Commonwealth v. Hager

OPINION

LARSEN, Justice.

On February 23, 1977, the district attorney’s office of Bucks County, appellee, filed a Complaint in Quo Warranto in the Court of Common Pleas of Bucks County against Mary Anne Hager, appellant. The complaint alleged that appellant was employed as an elementary school teacher by the Quakertown Community School District and that her position as teacher in that school district was incompatible with her position as a school director in the Pennridge School District. The complaint relied upon § 3-322 of the Public School Code of 1949, as amended, 24 P.S. §§ 1-101-27-2702 (1962) (hereinafter referred to as the Code). That section provides, in relevant part:

Eligibility; incompatible offices

Any citizen of this Commonwealth, having a good moral character, being eighteen (18) years of age or upwards, and having been a resident of the district for at least one (1) year prior to the date of his election or appointment, shall be eligible to the office of school director therein: Provided, That any person holding . . . the office of . teacher, or employe of any school district, shall not be eligible as a school director in this Commonwealth. This section shall not prevent any . . . teacher, or employe of any school district, from being a school director in a district other than the one in which he is so *181employed, and other than in a district with which the district in which he is employed operates a joint school or department. . . . (emphasis added).

The complaint (as amended) further asserted that the Pennridge School District and the Quakertown Community School District (as well as the Palisades School District) jointly operated the Upper Bucks County Area Vocational-Technical School and that, therefore, the incompatibility provisions of § 3-322 (emphasized above) were operative. The prayer for relief demanded appellant’s removal from her office of school director.

Responsive pleadings were filed and appellee’s motion for judgment on the pleadings was granted. The opinion and order of the lower court held that appellant was prohibited from serving both as a teacher in the Quakertown School District and a school director in the Pennridge School District and, accordingly, ordered her removed from her office as school director unless she resign her position as teacher. This direct appeal was taken from that order.

There are no factual disputes. The sole issue before us is whether the Upper Bucks County Area Vocational-Technical School is a “joint school or department” within the meaning of § 3-322 of the Code. If so, the lower court’s determination was correct; if not, its determination was in error.

As pointed out in the well-reasoned opinion of the court below, per the Honorable John Justus Bodley, § 17-1701 of the Code authorizes the board of school directors of two or more school districts to establish “joint schools or departments.” That section provides:

The board of school directors in any two or more school districts may, with the approval of the Department of Public Instruction, establish, construct, equip, furnish, and maintain joint elementary public schools, high schools, consolidated schools or any other kind of schools or departments provided for in this act. . . . No joint school or department shall be established without the approval of *182the Department of Public Instruction or without receiving the affirmative vote of a majority of the members of the board of school directors in each district establishing the same. .

Article XVIII of the Code is entitled “Vocational Education.” Section 18-1841 authorizes the creation of “area vocational-technical schools” by “area vocational-technical boards.” “Area vocational-technical boards” are defined as “the boards of school directors of all of the participating districts acting jointly.” 24 P.S. § 18-1840.1 (emphasis added); and see 24 P.S. § 18-1850.1(a). In the instant case, the Upper Bucks County Area Vocational-Technical School was established by the boards of school directors of the various participating schools acting jointly. A commonsense reading of the various provisions of the Code leads unerringly to one conclusion, that reached by the lower court — the Upper Bucks County Area Vocational-Technical School jointly created by the participating school districts is an “other kind of school or department provided for in this act” within the plain meaning of § 3-322.

Appellant cites and discusses several other provisions of the Code to persuade us that § 3-322 “joint schools or departments” does not include area vocational-technical schools created jointly by several school districts. Appellant’s arguments are an attempt to distort the plain meaning of § 3-322 by resort to an overly technical and convoluted statutory construction of these various provisions. We are unpersuaded by these attempts, as the arguments are totally lacking in merit.

For the foregoing reasons, we affirm the lower court’s order.

MANDERINO, J., did not participate in the decision of this case. NIX, J., concurs in the result.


* [Description of the task]
Copy out every line of the data that has the word "ffffff" somewhere in it.
--- Data to process ---
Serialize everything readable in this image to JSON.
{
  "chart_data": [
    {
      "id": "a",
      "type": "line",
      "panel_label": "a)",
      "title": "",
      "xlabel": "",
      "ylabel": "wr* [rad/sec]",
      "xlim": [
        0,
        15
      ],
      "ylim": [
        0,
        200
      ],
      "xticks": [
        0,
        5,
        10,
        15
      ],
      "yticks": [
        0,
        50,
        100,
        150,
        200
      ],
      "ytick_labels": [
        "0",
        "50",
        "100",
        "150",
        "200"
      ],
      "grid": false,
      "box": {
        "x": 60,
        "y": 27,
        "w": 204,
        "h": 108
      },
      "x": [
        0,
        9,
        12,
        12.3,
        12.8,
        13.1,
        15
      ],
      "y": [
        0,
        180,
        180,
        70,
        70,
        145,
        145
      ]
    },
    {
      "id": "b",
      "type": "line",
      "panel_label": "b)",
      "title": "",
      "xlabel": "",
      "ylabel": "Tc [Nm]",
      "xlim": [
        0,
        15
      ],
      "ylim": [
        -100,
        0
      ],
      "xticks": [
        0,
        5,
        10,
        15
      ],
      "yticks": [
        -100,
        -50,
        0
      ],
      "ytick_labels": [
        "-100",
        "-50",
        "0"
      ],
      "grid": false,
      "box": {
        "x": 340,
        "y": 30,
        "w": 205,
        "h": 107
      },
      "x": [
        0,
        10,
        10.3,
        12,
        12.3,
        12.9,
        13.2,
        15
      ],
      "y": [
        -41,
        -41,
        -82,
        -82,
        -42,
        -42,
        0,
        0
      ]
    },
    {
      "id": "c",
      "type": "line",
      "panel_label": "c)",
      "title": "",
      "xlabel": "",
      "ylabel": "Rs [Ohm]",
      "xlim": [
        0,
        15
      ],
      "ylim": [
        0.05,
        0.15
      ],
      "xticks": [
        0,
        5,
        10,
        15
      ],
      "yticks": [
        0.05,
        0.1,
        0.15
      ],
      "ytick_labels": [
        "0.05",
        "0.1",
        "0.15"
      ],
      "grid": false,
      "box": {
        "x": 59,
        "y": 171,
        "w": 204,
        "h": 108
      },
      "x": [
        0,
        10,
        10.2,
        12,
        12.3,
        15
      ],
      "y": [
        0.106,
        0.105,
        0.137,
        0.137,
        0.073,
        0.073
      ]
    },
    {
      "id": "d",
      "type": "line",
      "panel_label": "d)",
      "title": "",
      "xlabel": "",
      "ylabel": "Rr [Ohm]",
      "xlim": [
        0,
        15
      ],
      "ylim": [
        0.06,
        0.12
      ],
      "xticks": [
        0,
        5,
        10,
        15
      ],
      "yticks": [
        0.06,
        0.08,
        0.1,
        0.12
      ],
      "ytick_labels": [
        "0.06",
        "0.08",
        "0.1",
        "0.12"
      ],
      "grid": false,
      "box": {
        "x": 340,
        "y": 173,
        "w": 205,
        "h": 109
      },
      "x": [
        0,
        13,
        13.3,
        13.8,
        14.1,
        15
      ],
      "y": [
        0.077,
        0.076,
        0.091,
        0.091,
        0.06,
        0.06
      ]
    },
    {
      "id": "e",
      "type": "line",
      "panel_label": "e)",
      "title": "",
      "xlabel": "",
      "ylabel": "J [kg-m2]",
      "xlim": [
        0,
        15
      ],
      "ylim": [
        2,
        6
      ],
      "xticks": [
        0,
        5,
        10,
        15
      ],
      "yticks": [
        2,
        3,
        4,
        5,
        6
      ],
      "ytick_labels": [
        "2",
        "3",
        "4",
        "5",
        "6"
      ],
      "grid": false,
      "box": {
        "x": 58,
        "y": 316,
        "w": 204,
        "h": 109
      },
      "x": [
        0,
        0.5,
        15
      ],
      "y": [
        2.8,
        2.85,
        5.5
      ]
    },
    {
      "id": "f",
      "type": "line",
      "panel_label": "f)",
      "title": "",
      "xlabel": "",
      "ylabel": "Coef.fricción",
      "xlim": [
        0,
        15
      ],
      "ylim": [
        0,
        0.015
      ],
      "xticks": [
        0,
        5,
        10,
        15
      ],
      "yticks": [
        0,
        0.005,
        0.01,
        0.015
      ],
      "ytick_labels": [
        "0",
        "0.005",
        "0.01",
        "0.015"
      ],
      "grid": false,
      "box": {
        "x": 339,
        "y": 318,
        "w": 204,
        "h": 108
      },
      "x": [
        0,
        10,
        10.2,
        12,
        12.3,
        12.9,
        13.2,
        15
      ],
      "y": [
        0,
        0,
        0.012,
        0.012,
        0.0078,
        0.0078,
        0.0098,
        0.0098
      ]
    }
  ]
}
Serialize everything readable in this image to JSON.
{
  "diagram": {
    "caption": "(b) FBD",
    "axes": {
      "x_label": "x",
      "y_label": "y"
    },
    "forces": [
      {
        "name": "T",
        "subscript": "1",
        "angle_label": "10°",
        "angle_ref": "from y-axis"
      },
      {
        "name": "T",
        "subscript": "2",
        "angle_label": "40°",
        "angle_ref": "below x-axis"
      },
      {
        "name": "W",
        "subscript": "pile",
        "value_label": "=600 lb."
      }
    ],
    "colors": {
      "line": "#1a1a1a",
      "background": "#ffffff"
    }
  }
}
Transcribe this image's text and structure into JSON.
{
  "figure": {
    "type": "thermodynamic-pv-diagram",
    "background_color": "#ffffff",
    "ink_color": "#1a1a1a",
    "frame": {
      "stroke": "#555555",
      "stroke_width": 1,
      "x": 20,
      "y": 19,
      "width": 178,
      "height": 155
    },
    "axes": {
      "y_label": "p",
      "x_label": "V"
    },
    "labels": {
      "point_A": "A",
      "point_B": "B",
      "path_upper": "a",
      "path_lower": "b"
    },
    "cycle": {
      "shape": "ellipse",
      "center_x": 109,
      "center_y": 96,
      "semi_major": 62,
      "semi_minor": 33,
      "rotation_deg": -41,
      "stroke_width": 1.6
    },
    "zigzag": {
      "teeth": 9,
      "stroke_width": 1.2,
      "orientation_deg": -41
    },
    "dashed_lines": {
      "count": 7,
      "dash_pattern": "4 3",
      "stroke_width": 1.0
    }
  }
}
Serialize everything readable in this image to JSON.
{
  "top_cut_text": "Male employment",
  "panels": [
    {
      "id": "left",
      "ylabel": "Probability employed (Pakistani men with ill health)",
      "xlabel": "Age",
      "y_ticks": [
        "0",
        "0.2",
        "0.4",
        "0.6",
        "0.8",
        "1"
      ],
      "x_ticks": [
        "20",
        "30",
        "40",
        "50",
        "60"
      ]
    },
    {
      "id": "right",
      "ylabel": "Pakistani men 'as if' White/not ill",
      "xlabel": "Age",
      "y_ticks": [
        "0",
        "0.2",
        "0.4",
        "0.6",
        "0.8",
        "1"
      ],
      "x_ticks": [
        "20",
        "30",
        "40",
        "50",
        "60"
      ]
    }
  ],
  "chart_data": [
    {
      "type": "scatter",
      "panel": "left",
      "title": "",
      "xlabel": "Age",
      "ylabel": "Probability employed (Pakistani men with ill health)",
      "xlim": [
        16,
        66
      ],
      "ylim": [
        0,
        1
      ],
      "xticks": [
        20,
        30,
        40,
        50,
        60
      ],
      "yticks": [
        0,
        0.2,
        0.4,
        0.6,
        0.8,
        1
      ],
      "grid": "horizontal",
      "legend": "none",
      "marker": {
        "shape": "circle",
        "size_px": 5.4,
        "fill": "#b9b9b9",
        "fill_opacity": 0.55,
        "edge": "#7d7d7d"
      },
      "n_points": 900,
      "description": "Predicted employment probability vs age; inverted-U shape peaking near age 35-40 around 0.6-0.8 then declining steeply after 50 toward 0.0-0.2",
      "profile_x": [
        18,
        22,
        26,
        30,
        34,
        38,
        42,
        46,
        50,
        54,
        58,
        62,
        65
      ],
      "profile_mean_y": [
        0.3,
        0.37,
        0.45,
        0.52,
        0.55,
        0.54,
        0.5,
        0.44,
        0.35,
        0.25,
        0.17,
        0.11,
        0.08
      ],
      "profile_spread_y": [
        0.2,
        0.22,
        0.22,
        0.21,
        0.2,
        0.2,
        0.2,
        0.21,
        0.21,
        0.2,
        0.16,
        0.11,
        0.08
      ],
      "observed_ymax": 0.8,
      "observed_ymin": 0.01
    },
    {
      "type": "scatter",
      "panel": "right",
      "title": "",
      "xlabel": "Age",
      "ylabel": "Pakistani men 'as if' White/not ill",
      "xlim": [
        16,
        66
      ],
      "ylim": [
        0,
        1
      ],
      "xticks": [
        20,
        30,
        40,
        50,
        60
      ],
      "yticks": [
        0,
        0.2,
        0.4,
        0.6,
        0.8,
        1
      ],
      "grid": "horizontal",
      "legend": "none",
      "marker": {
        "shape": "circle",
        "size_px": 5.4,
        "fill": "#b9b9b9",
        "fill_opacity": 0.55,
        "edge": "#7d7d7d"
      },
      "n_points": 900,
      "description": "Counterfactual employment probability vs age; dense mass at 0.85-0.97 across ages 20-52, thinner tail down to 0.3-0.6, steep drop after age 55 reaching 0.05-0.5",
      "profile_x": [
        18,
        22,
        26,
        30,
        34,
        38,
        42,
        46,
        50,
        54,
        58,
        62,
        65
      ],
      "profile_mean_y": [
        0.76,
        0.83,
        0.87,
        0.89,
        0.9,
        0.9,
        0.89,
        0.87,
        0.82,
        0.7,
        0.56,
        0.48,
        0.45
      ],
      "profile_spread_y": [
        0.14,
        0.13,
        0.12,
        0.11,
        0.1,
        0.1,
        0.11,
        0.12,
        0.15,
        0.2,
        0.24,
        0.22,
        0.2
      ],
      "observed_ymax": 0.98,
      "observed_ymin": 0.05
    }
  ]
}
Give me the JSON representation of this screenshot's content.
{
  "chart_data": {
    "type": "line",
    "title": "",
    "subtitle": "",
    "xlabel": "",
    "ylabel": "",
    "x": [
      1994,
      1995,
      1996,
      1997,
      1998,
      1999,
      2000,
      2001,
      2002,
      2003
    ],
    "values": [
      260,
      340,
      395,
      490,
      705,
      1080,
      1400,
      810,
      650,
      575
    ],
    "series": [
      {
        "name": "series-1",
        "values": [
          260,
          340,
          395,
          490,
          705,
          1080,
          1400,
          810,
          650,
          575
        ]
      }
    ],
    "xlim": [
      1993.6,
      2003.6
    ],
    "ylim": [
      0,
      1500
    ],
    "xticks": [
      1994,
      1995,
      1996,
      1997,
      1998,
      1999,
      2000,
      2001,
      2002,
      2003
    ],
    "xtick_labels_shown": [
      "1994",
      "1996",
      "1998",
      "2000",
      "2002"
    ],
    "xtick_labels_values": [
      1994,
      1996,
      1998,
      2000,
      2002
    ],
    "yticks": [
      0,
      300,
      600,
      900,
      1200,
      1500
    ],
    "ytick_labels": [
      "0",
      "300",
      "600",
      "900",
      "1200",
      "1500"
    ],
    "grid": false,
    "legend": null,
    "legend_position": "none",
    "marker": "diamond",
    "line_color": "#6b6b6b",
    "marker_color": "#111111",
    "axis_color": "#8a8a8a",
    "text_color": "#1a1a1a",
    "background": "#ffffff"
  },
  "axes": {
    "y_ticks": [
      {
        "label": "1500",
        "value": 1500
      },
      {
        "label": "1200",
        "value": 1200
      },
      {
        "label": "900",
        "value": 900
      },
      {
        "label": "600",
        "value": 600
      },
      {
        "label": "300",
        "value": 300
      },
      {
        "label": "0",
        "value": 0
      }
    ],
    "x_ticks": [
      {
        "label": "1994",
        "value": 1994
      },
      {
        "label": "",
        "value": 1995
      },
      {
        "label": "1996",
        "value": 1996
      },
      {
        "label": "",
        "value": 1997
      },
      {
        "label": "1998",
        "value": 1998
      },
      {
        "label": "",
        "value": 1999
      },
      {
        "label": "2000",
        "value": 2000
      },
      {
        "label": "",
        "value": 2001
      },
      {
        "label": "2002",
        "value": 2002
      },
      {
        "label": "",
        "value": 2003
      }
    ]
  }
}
---
* [Answer area]
      "background": "#ffffff"
    "background_color": "#ffffff",
    "background": "#ffffff"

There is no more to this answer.